Building stability in a fractured trading world
Current developments surrounding Iran, marked by sharp disruptions in trade flows and growing threats to the security of established maritime routes, are increasing uncertainty in global markets, national economies, and international supply chains. The question is, which countries are likely to be the worst affected and which are positioned to cushion the impact.
History offers a useful perspective. Local disruptions in major trade corridors have often produced consequences far beyond their immediate epicenters.
The Yom Kippur War of 1973, followed by the oil embargo, caused oil prices to surge, accelerated global inflation and pushed major economies into recession. The closure of the Suez Canal in 1956 and again in 1967 forced the restructuring of trade routes and raised transportation costs.
The current situation is considerably more complex, since supply chains have become longer, production systems are more sophisticated, and the density of the global trade network has increased.
To understand how the crisis unfolding in the Strait of Hormuz will affect different countries, it is important to examine the structure of the global trading system. There are three dimensions of global trade.
The first is a country's position within the trade network, which determines its connectivity with other economies. The key nodes here include the United States, China, Germany, France, the United Kingdom and Japan.
Their centrality means that disturbances reaching them can quickly affect large parts of the global economy.
The second is the scale of trade, or a country's share in global exports and imports. The leaders here are China, the United States and Germany. Their trade volumes are so substantial that fluctuations in their external demand or supply capacity are transmitted widely across markets.
The third is the breadth of trade ties, or the number of countries for which a given economy is among the principal trading partners.
By this measure, China is the clear leader. Its economic links extend across regions and development levels, making it one of the most deeply embedded participants in world trade.
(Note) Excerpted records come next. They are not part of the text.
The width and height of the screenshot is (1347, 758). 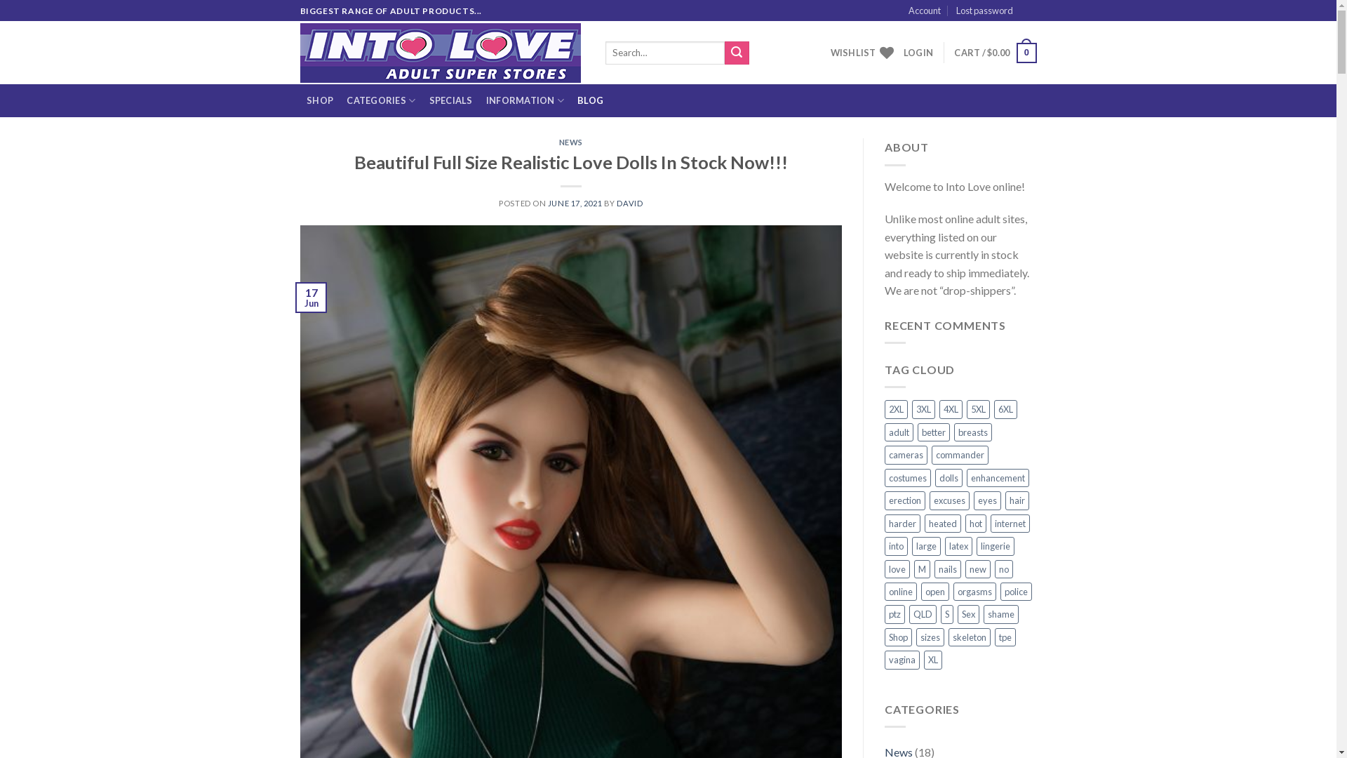 I want to click on cameras, so click(x=906, y=455).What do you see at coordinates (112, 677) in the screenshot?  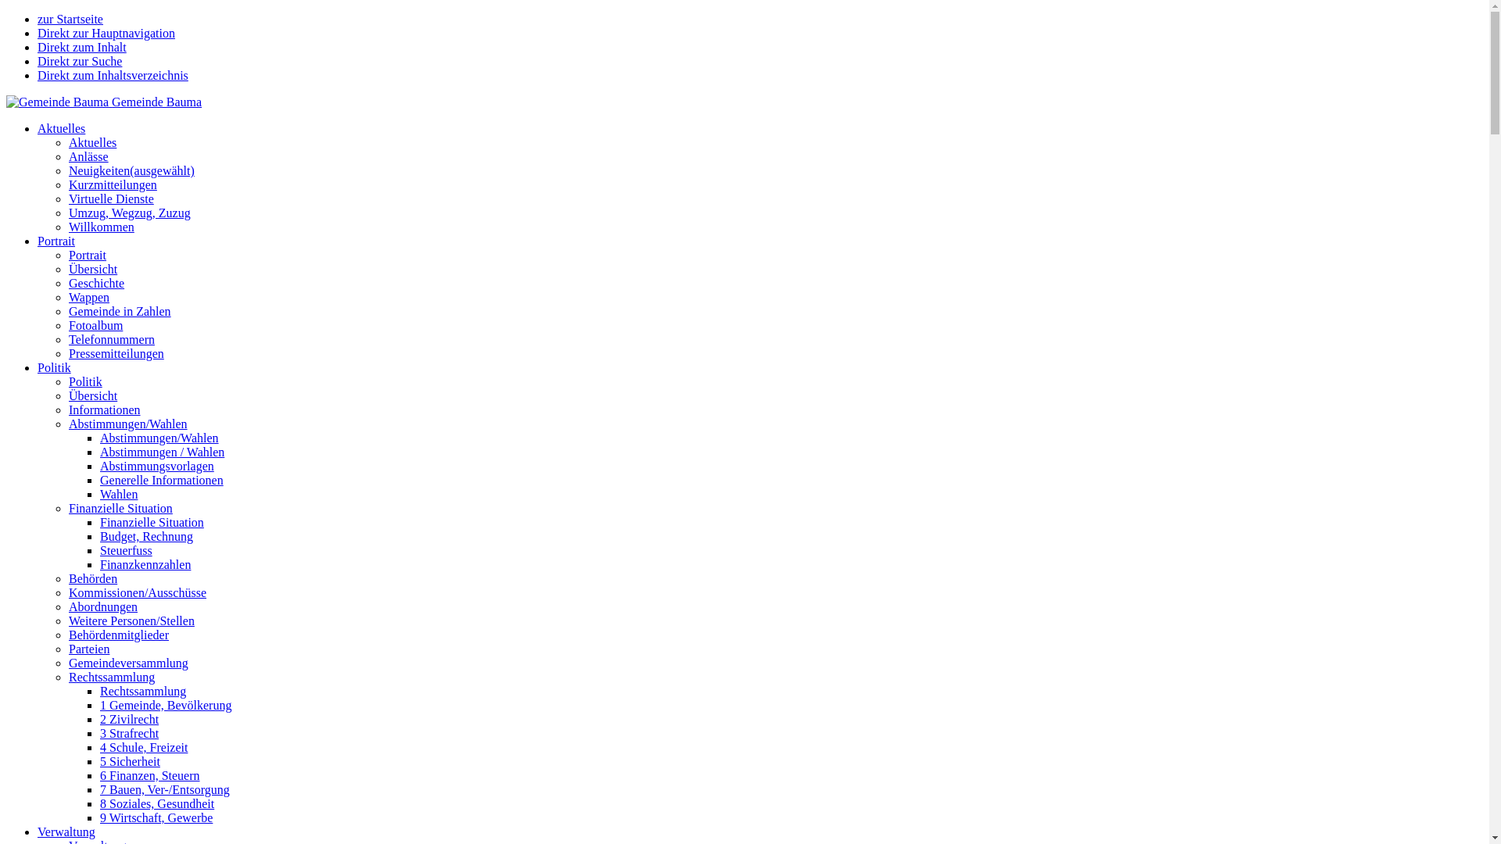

Across all three characteristics, the leading economies are China, the US and Germany.
Within this space, China is the center of production and exports, the US is the financial center and a major consumption hub, while Germany is the core of European production chains.
How do shocks spread through such networks? Typically, disruptions begin at a bottleneck, such as an important trade artery. Then the impulse spreads through the global network and reaches the central nodes, namely China, the US and Germany.
These countries act as shock absorbers and redistribute pressure across the network. The scale of their trade network makes it possible to redirect flows and compensate for supply disruptions. On the other hand, the peripheral nodes — countries that depend on a narrow range of suppliers, have limited trade structures and few alternative routes, and are not deeply integrated into the global network — suffer more from the disruption.
This fragility is reflected in global assessments. In April, the International Monetary Fund released its flagship report titled Global Economy in the Shadow of War in which it lowered its forecast for global GDP growth from 3.3 percent to 3.1 percent.
The report identified the escalation of the Iranian conflict, further fragmentation of the global trading system, and rising energy prices as among the main risks to future global development.
Other leading institutions such as the Organisation for Economic Co-operation and Development have also warned of global recession risks. The question is whether this applies to all countries and the mechanisms that each country has to escape stagnation and maintain steady development.
Interestingly, the answer comes from the IMF. In March, it published a paper titled Institutions for Industrial Policy: The Foundation of Economic Development.
An institution that for many years promoted minimal state intervention in the economy has finally acknowledged that market reforms alone are not enough. Citing the example of East Asian countries, the study notes that technological breakthroughs can be achieved through active industrial policies.
According to the researchers, long-term growth requires a dedicated agency for managing industrial policy. Its role would be to coordinate the state and business, support strategic sectors, align policy tools, and finance science and education. This would not be a traditional ministry functioning along rigid lines, but a flexible and learning-oriented development system.
Many elements of this model resemble Asian development institutions, especially those in China. They also have roots in the strategic planning traditions of the 20th century, including Japan's Ministry of International Trade and Industry and other successful historical experiences of state-led coordination.
The difference is that today such mechanisms can operate on a new technological foundation. Digital monitoring, modern balance systems and data analytics now make coordination more precise, timely and responsive.
In other words, the IMF has recognized the return of coordination tools once used by successful industrial states, particularly China.
The current global crisis may end not only in recession, but also in a reconsideration of the economic model itself.
But this alone may not be enough for sustainable development. Enhanced economic and technological collaboration between major economies, such as that between China and Russia, can bring greater stability. Their technological convergence, together with the combination of their resource capacities, could give rise to a resilient economic cooperation zone capable of maintaining stability amid global uncertainties and advancing as a new technological and industrial self-sustaining center in the evolving global governance landscape.
The author is the director of the Central Economics and Mathematics Institute in the Russian Academy of Sciences and a professor at the Lomonosov Moscow State University.
The views don't necessarily reflect those of China Daily.